Dhrumil Mehta of FiveThirtyEight.com reported on the error exposed by the Internet Archive and the EFF–namely, the NSL incorrectly described the means for possible appeals of the gag order preventing an organization that has received such a letter from publicizing it. Mehta has filed a Freedom of Information Act request (FOIA) to find out how many letters sent out by the Federal Bureau of Investigation (FBI) contain this error:

This letter was particularly troublesome to privacy advocates because it contained misinformation about the rights of a letter recipient to challenge the nondisclosure requirement. The letter stated that the Internet Archive could “make an annual challenge to the nondisclosure requirement.” The Electronic Frontier Foundation, an advocacy organization that is legally representing the Internet Archive, pointed out in a press release that the passage of the USA Freedom Act in June of 2015 changed the law to allow letter recipients to challenge the National Security Letter at any time, not just once annually. In response to the EFF’s claim, the FBI withdrew its National Security Letter, allowed the Internet Archive to publish a redacted version of the letter containing the error and promised to correct the mistake by informing everyone else who got the same erroneous language.

It’s not just us

Tim Johnson of McClatchyDC drew all the themes together, linking the Internet Archive’s Canada announcement, the news on the NSL, and actions other library organizations are taking, all in one piece.

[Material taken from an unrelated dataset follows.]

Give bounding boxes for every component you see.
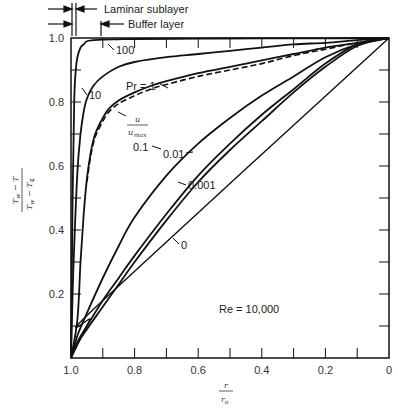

It turns out the nonprofit Internet Archive isn’t alone in taking action.

The New York Public Library announced a change this week to its privacy policy, informing users that it would retain less information about their activities.

The American Library Association, headquartered in Chicago, embraced that move and encourages others, including telling public libraries to encrypt all communications and lock up stored data to protect it from a prying government.